Ahead of the meeting, Britain, France and Germany committed to the 5% goal. Host country the Netherlands is also onboard. Nations closer to the borders of Ukraine, Russia and its ally Belarus had previously pledged to do so.

“We are not living in happy land after the Berlin Wall came down. We are living in much more dangerous times and there are enemies, adversaries who might want to attack us,” NATO Secretary-General Mark Rutte said ahead of the summit in The Hague.

“We have to make sure that we defend our beautiful way of life and systems and our values,” he said.

Trump’s first appearance at NATO since returning to the White House was supposed to center on how the U.S. secured the historic military spending pledge from others in the security alliance — effectively bending it to its will.

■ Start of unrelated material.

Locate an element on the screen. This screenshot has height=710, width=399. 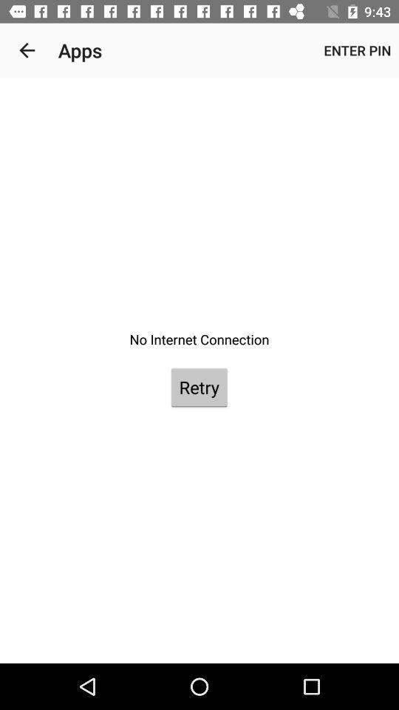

But the spotlight has shifted to Trump’s decision to strike three nuclear enrichment facilities in Iran that the administration says eroded Tehran’s nuclear ambitions, as well as the president’s sudden announcement that Israel and Iran had reached a “complete and total ceasefire.”

Ukraine has also suffered as a result of that conflict. It has created a need for weapons and ammunition that Kyiv desperately wants, and shifted the world’s attention away. Past NATO summits have focused almost entirely on the war in Ukraine, now in its fourth year.

Still, Rutte insisted NATO could manage more than one conflict at a time.